There has been a lot of talk in recent months about the schism in the Republican Party, with the “Stop the Steal” wing, steadfastly loyal to former President Trump, on one side, and what one Republican pollster referred to me last week as the “reality-based” wing on the other. The contrast between the approaches and personalities of the two top Republican leaders in Congress is about as stark as any we have seen, and underscores the oddity of this time in the history of the Grand Ole Party.

Not that long ago, the mere mention of the late Ronald Reagan’s name would bring bowed heads and misty eyes. Now it is Trump’s name that has eclipsed Reagan’s as the party’s defining figure, no matter that the policies and mindset of the Reagan and Trump administrations could hardly be more different.

But the division within the Republican Party is hardly the only seemingly contradictory dynamic in American politics today. Over the last year and a half, while candidates of the more progressive wing of the Democratic Party have come up short in hotly contested nomination fights, the party’s approach to governing this year has been closer to the progressive ideal than the more moderate side of the party.

In his “Data Download” segment on Sunday’s Meet the Press, host Chuck Todd noted, There's been talk for the past few cycles about the Left taking on more control in the Democratic Party. The Squad gets a lot of headlines. And this week, progressive congresswoman Cori Bush's protest about the eviction moratorium did force some action from the White House. But at the polls, it's a much different story. It's the moderates who keep winning.

“Look, the bottom line,” Todd continued, “at the ballot box, we have an idea of what the base of the Democratic Party looks like. It looks a lot more like the Democratic coalition that Joe Biden put together.”

Indeed, Biden is in the White House by virtue of fewer than 43,000 votes combined in Arizona, Georgia, and Wisconsin. Chuck Schumer is the Senate majority leader because of Raphael Warnock’s Georgia victory by fewer than 56,000 votes over appointed incumbent Kelly Loeffler, giving Democrats their 50th seat. According to figures compiled by David Wasserman, the senior editor of The Cook Political Report with Amy Walter, a combined victory margin of less than 32,000 votes elected Democrats Tom Malinowski in New Jersey, Lauren Underwood in Illinois, Cindy Axne in Iowa, Vicente Gonzalez in Texas, and Abigail Spanberger in Virginia. Together, those five House races effectively made Nancy Pelosi the speaker of the House instead of Kevin McCarthy.

Considering the circumstances, the expansion of government’s cost, reach, scale, and ambition that Democrats are now backing is little short of breathtaking. From what we have seen so far, the direction of the Capital Beltway chapter of the Democratic Party looks more like what might have been expected from a Bernie Sanders or Elizabeth Warren presidency than a Mike Bloomberg, Pete Buttigieg, or Amy Klobuchar administration. Imagine how different this agenda would have been if Democrats had split the two Senate elections instead of sweeping them.

This is not to say that the course that the Biden administration, Pelosi, Schumer and their leadership teams have chosen is right or wrong politically, or will turn out well or badly for them in the 2022 midterm and 2024 presidential elections.

But as we saw when Republicans won the federal trifecta in 2016, adding the White House to their House and Senate majorities, no victory margin is too small to claim a great mandate. Indeed there is now no relationship between the size of a victory margin and the mandate that flows from that win.

There are an endless number of things that may drive the 2022 elections, but chief among them will be which party’s division and direction will become the more damaging—or will strike a responsive chord with the electorate. 

This article was published for the National Journal on August 10, 2021.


**Action item:** If any record holds an image, omit the image and print the rest exactly.

**Material for the task:**
"""

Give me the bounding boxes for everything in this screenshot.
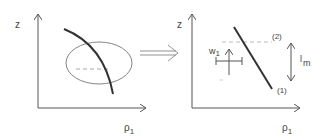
left-z-label: z	[15, 19, 20, 30]
segment	[234, 27, 272, 89]
curve	[64, 29, 113, 94]
diagram: z ρ1 z ρ1 w1 lm (2) (1)	[0, 0, 327, 140]
ellipse-region	[66, 42, 132, 84]
point-2-label: (2)	[272, 32, 282, 41]
right-z-label: z	[177, 19, 182, 30]
right-rho-label: ρ1	[282, 122, 293, 136]
left-rho-label: ρ1	[124, 122, 135, 136]
lm-label: lm	[300, 54, 311, 68]
left-panel: z ρ1	[15, 14, 146, 136]
right-panel: z ρ1 w1 lm (2) (1)	[177, 14, 311, 136]
transition-arrow	[140, 45, 178, 61]
w1-label: w1	[208, 46, 221, 58]
point-1-label: (1)	[277, 86, 287, 95]
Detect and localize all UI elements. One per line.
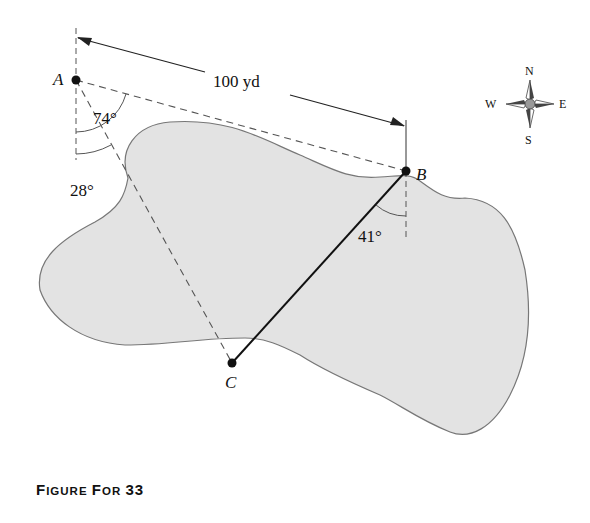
point-a bbox=[72, 76, 81, 85]
figure-caption: FIGURE FOR 33 bbox=[36, 481, 144, 498]
compass-rose-icon bbox=[506, 80, 554, 128]
angle-label-28: 28° bbox=[70, 182, 94, 199]
angle-label-41: 41° bbox=[358, 228, 382, 245]
compass-s: S bbox=[525, 133, 532, 148]
angle-label-74: 74° bbox=[93, 110, 117, 127]
figure-canvas: A B C 100 yd 74° 28° 41° N S E W FIGURE … bbox=[0, 0, 590, 523]
angle-arc-28 bbox=[76, 145, 111, 154]
arrowhead-left bbox=[77, 37, 92, 46]
point-c bbox=[228, 359, 237, 368]
distance-label: 100 yd bbox=[213, 73, 260, 90]
point-b bbox=[402, 167, 411, 176]
label-b: B bbox=[416, 166, 426, 183]
label-a: A bbox=[53, 71, 63, 88]
island-shape bbox=[39, 121, 528, 434]
diagram-svg bbox=[0, 0, 590, 523]
arrowhead-right bbox=[390, 117, 405, 126]
compass-e: E bbox=[559, 97, 566, 112]
dimension-line-left bbox=[78, 38, 205, 72]
compass-w: W bbox=[485, 97, 496, 112]
compass-n: N bbox=[525, 64, 534, 79]
dimension-line-right bbox=[290, 95, 404, 126]
label-c: C bbox=[225, 374, 236, 391]
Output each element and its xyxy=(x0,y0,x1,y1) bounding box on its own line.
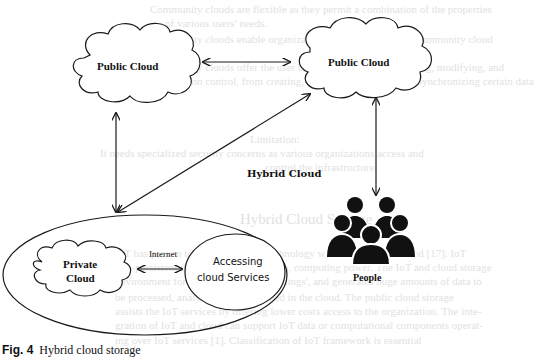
figure-caption-text: Hybrid cloud storage xyxy=(39,343,140,357)
accessing-services-label-line2: cloud Services xyxy=(197,272,269,283)
hybrid-cloud-label: Hybrid Cloud xyxy=(247,168,321,179)
people-icon xyxy=(326,197,416,265)
accessing-services-label-line1: Accessing xyxy=(213,256,263,267)
public-cloud-left-label: Public Cloud xyxy=(97,60,158,72)
public-cloud-right-label: Public Cloud xyxy=(328,56,389,68)
private-cloud-label-line2: Cloud xyxy=(66,272,95,284)
people-label: People xyxy=(353,272,381,283)
figure-number: Fig. 4 xyxy=(2,343,33,357)
private-cloud-label-line1: Private xyxy=(63,258,97,270)
internet-label: Internet xyxy=(149,249,177,259)
figure-caption: Fig. 4 Hybrid cloud storage xyxy=(2,343,141,358)
edge-public-right-hybrid xyxy=(118,94,310,212)
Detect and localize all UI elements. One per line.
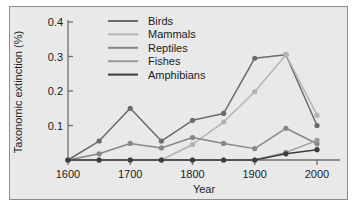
line-chart: 0.10.20.30.4 16001700180019002000 Year T… bbox=[0, 0, 358, 207]
data-point bbox=[97, 138, 102, 143]
data-point bbox=[128, 106, 133, 111]
x-axis-title: Year bbox=[193, 183, 216, 195]
y-axis-ticks bbox=[68, 22, 73, 126]
data-point bbox=[252, 157, 257, 162]
data-point bbox=[221, 157, 226, 162]
data-point bbox=[314, 123, 319, 128]
y-tick-label: 0.4 bbox=[48, 16, 63, 28]
x-tick-label: 1800 bbox=[180, 168, 204, 180]
data-point bbox=[221, 141, 226, 146]
data-point bbox=[314, 147, 319, 152]
legend-label-birds: Birds bbox=[148, 15, 174, 27]
data-point bbox=[190, 118, 195, 123]
legend-label-amphibians: Amphibians bbox=[148, 69, 206, 81]
data-point bbox=[190, 135, 195, 140]
y-axis-tick-labels: 0.10.20.30.4 bbox=[48, 16, 63, 132]
data-point bbox=[190, 142, 195, 147]
x-tick-label: 1700 bbox=[118, 168, 142, 180]
data-point bbox=[159, 157, 164, 162]
legend: BirdsMammalsReptilesFishesAmphibians bbox=[108, 15, 206, 81]
y-axis-title: Taxonomic extinction (%) bbox=[12, 31, 24, 153]
data-point bbox=[221, 111, 226, 116]
data-point bbox=[252, 56, 257, 61]
data-point bbox=[314, 138, 319, 143]
data-point bbox=[65, 157, 70, 162]
y-tick-label: 0.2 bbox=[48, 85, 63, 97]
legend-label-fishes: Fishes bbox=[148, 55, 181, 67]
legend-label-mammals: Mammals bbox=[148, 28, 196, 40]
data-point bbox=[97, 157, 102, 162]
y-tick-label: 0.1 bbox=[48, 120, 63, 132]
x-tick-label: 1900 bbox=[243, 168, 267, 180]
data-point bbox=[252, 89, 257, 94]
x-axis-tick-labels: 16001700180019002000 bbox=[56, 168, 329, 180]
x-tick-label: 1600 bbox=[56, 168, 80, 180]
figure-container: 0.10.20.30.4 16001700180019002000 Year T… bbox=[0, 0, 358, 207]
data-point bbox=[283, 151, 288, 156]
legend-label-reptiles: Reptiles bbox=[148, 42, 188, 54]
data-point bbox=[283, 52, 288, 57]
data-point bbox=[128, 141, 133, 146]
data-point bbox=[159, 138, 164, 143]
data-point bbox=[252, 146, 257, 151]
data-point bbox=[314, 113, 319, 118]
y-tick-label: 0.3 bbox=[48, 51, 63, 63]
data-point bbox=[128, 157, 133, 162]
data-point bbox=[97, 151, 102, 156]
data-point bbox=[190, 157, 195, 162]
data-point bbox=[159, 145, 164, 150]
data-point bbox=[283, 126, 288, 131]
data-point bbox=[221, 119, 226, 124]
x-tick-label: 2000 bbox=[305, 168, 329, 180]
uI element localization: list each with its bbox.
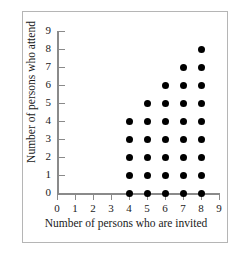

"""

**Problem solution:**
Give me the bounding boxes for everything in this screenshot.
left-z-label: z	[15, 19, 20, 30]
segment	[234, 27, 272, 89]
curve	[64, 29, 113, 94]
diagram: z ρ1 z ρ1 w1 lm (2) (1)	[0, 0, 327, 140]
ellipse-region	[66, 42, 132, 84]
point-2-label: (2)	[272, 32, 282, 41]
right-z-label: z	[177, 19, 182, 30]
right-rho-label: ρ1	[282, 122, 293, 136]
left-rho-label: ρ1	[124, 122, 135, 136]
lm-label: lm	[300, 54, 311, 68]
left-panel: z ρ1	[15, 14, 146, 136]
right-panel: z ρ1 w1 lm (2) (1)	[177, 14, 311, 136]
transition-arrow	[140, 45, 178, 61]
w1-label: w1	[208, 46, 221, 58]
point-1-label: (1)	[277, 86, 287, 95]
Detect and localize all UI elements. One per line.
point-a bbox=[72, 76, 81, 85]
figure-caption: FIGURE FOR 33 bbox=[36, 481, 144, 498]
compass-rose-icon bbox=[506, 80, 554, 128]
angle-label-28: 28° bbox=[70, 182, 94, 199]
angle-label-41: 41° bbox=[358, 228, 382, 245]
compass-s: S bbox=[525, 133, 532, 148]
angle-label-74: 74° bbox=[93, 110, 117, 127]
figure-canvas: A B C 100 yd 74° 28° 41° N S E W FIGURE … bbox=[0, 0, 590, 523]
angle-arc-28 bbox=[76, 145, 111, 154]
arrowhead-left bbox=[77, 37, 92, 46]
point-c bbox=[228, 359, 237, 368]
distance-label: 100 yd bbox=[213, 73, 260, 90]
point-b bbox=[402, 167, 411, 176]
label-b: B bbox=[416, 166, 426, 183]
label-a: A bbox=[53, 71, 63, 88]
island-shape bbox=[39, 121, 528, 434]
diagram-svg bbox=[0, 0, 590, 523]
arrowhead-right bbox=[390, 117, 405, 126]
compass-e: E bbox=[559, 97, 566, 112]
dimension-line-left bbox=[78, 38, 205, 72]
compass-w: W bbox=[485, 97, 496, 112]
compass-n: N bbox=[525, 64, 534, 79]
dimension-line-right bbox=[290, 95, 404, 126]
label-c: C bbox=[225, 374, 236, 391]
Output each element and its xyxy=(x0,y0,x1,y1) bounding box on its own line.
figure-caption-text: Hybrid cloud storage xyxy=(39,343,140,357)
accessing-services-label-line2: cloud Services xyxy=(197,272,269,283)
hybrid-cloud-label: Hybrid Cloud xyxy=(247,168,321,179)
people-icon xyxy=(326,197,416,265)
accessing-services-label-line1: Accessing xyxy=(213,256,263,267)
public-cloud-left-label: Public Cloud xyxy=(97,60,158,72)
public-cloud-right-label: Public Cloud xyxy=(328,56,389,68)
private-cloud-label-line2: Cloud xyxy=(66,272,95,284)
people-label: People xyxy=(353,272,381,283)
figure-number: Fig. 4 xyxy=(2,343,33,357)
private-cloud-label-line1: Private xyxy=(63,258,97,270)
internet-label: Internet xyxy=(149,249,177,259)
figure-caption: Fig. 4 Hybrid cloud storage xyxy=(2,343,141,358)
edge-public-right-hybrid xyxy=(118,94,310,212)
Detect and localize all UI elements. One per line.
line-chart: 0.10.20.30.4 16001700180019002000 Year T… bbox=[0, 0, 358, 207]
data-point bbox=[97, 138, 102, 143]
data-point bbox=[128, 106, 133, 111]
x-axis-title: Year bbox=[193, 183, 216, 195]
y-axis-ticks bbox=[68, 22, 73, 126]
data-point bbox=[252, 157, 257, 162]
data-point bbox=[221, 157, 226, 162]
data-point bbox=[314, 123, 319, 128]
y-tick-label: 0.4 bbox=[48, 16, 63, 28]
x-tick-label: 1800 bbox=[180, 168, 204, 180]
data-point bbox=[221, 141, 226, 146]
data-point bbox=[314, 147, 319, 152]
legend-label-birds: Birds bbox=[148, 15, 174, 27]
data-point bbox=[190, 118, 195, 123]
legend-label-amphibians: Amphibians bbox=[148, 69, 206, 81]
data-point bbox=[190, 135, 195, 140]
y-axis-tick-labels: 0.10.20.30.4 bbox=[48, 16, 63, 132]
data-point bbox=[190, 142, 195, 147]
x-tick-label: 1700 bbox=[118, 168, 142, 180]
data-point bbox=[159, 157, 164, 162]
legend: BirdsMammalsReptilesFishesAmphibians bbox=[108, 15, 206, 81]
y-axis-title: Taxonomic extinction (%) bbox=[12, 31, 24, 153]
data-point bbox=[221, 111, 226, 116]
data-point bbox=[252, 56, 257, 61]
data-point bbox=[314, 138, 319, 143]
data-point bbox=[65, 157, 70, 162]
y-tick-label: 0.2 bbox=[48, 85, 63, 97]
legend-label-fishes: Fishes bbox=[148, 55, 181, 67]
legend-label-mammals: Mammals bbox=[148, 28, 196, 40]
data-point bbox=[97, 157, 102, 162]
y-tick-label: 0.1 bbox=[48, 120, 63, 132]
x-tick-label: 1900 bbox=[243, 168, 267, 180]
data-point bbox=[252, 89, 257, 94]
x-axis-tick-labels: 16001700180019002000 bbox=[56, 168, 329, 180]
x-tick-label: 1600 bbox=[56, 168, 80, 180]
figure-container: 0.10.20.30.4 16001700180019002000 Year T… bbox=[0, 0, 358, 207]
data-point bbox=[283, 151, 288, 156]
legend-label-reptiles: Reptiles bbox=[148, 42, 188, 54]
data-point bbox=[283, 52, 288, 57]
data-point bbox=[128, 141, 133, 146]
data-point bbox=[159, 138, 164, 143]
data-point bbox=[252, 146, 257, 151]
data-point bbox=[314, 113, 319, 118]
y-tick-label: 0.3 bbox=[48, 51, 63, 63]
data-point bbox=[128, 157, 133, 162]
data-point bbox=[97, 151, 102, 156]
data-point bbox=[190, 157, 195, 162]
data-point bbox=[159, 145, 164, 150]
data-point bbox=[283, 126, 288, 131]
data-point bbox=[221, 119, 226, 124]
x-tick-label: 2000 bbox=[305, 168, 329, 180]
uI element localization: list each with its bbox.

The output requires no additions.